Figure 2: Top: Beta magnitude and phase of a minimum-phase, TBW 5 SLR pulse (A) compared to the beta profile of the minimum peak B1 RF obtained using root-flipping (B). The phase of the identical phase excitation beta profile (C) is equal to the refocusing pulse. Bottom: RF pulses obtained from beta profiles in the top row and a minimum phase alpha. Root flipping reduces peak B1 of the refocusing pulse from 0.34 G to 0.19 G.
Figure 3: Effect of excitation beta profile on B1 sensitivity of root-flipped refocusing pulses in a uniform agar ball. A) Center slice of the linear phase preparation with dotted yellow line showing location of 1D signal profile. B) A linear phase excitation with root-flipped 180 has evident B1 shading. C) An identical phase excitation with root-flipped 180 has similar shading to the linear phase preparation. D) B1 map. E) Signal profiles of B and C normalized to the linear phase preparation.

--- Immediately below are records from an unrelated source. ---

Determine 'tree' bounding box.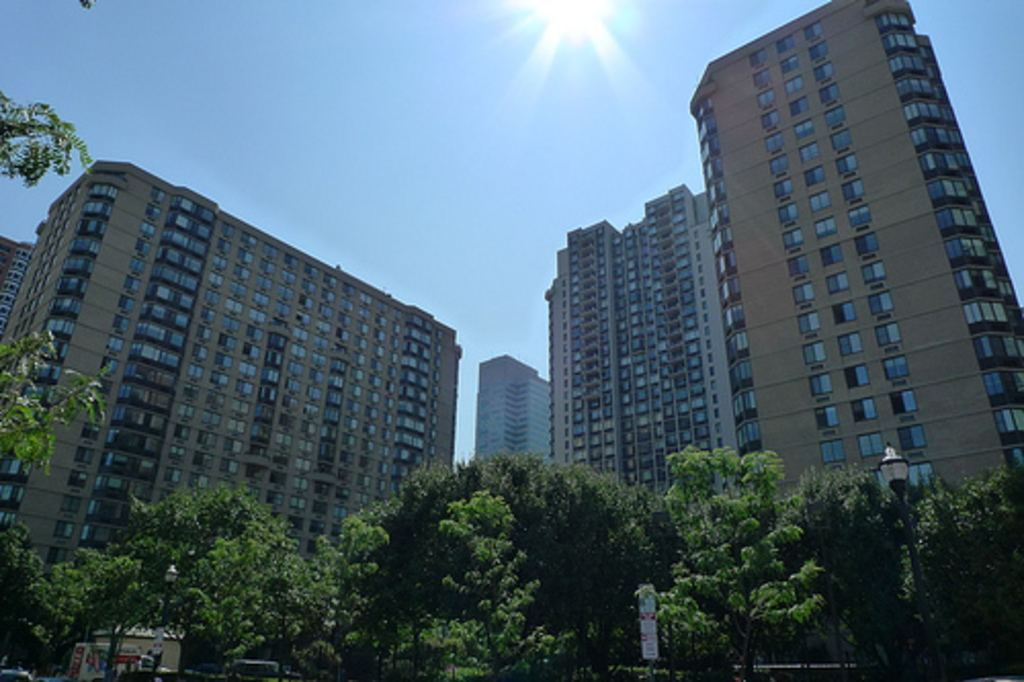
Determined: detection(27, 539, 115, 680).
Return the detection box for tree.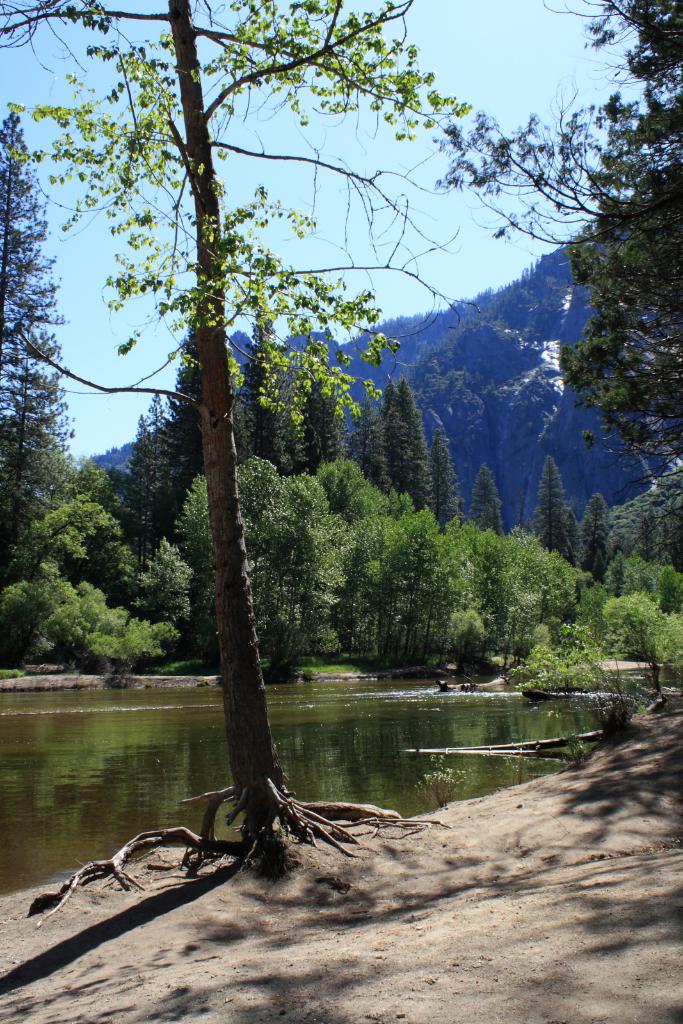
<region>540, 0, 682, 452</region>.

Figure 4: Bin images from different preparation schemes and the sum-of-squares bin combination. A) Preparation with only linear phase pulses reduces bin bandwidth, resulting in unexcited spins above the implant (yellow arrow). B) A root-flipped refocusing pulse enables greater bin bandwidth, improving signal recovery near the head of the implant (red arrows). C) An excitation with identical phase to the root-flipped refocusing pulse reduces B1 sensitivity above the implant (green).
Figure 5: Patient with unilateral hip replacement. Fluid that is bright on STIR MAVRIC-SL (dashed white arrows), appears on the ADC map as an elevated ADC. Soft tissue edema is indicated by the dotted white arrows. DW-MSI has reduced spectral coverage compared to MAVRIC-SL due to limited scan time, resulting in some signal appearing on MAVRIC-SL but not in DW-MSI (purple arrow).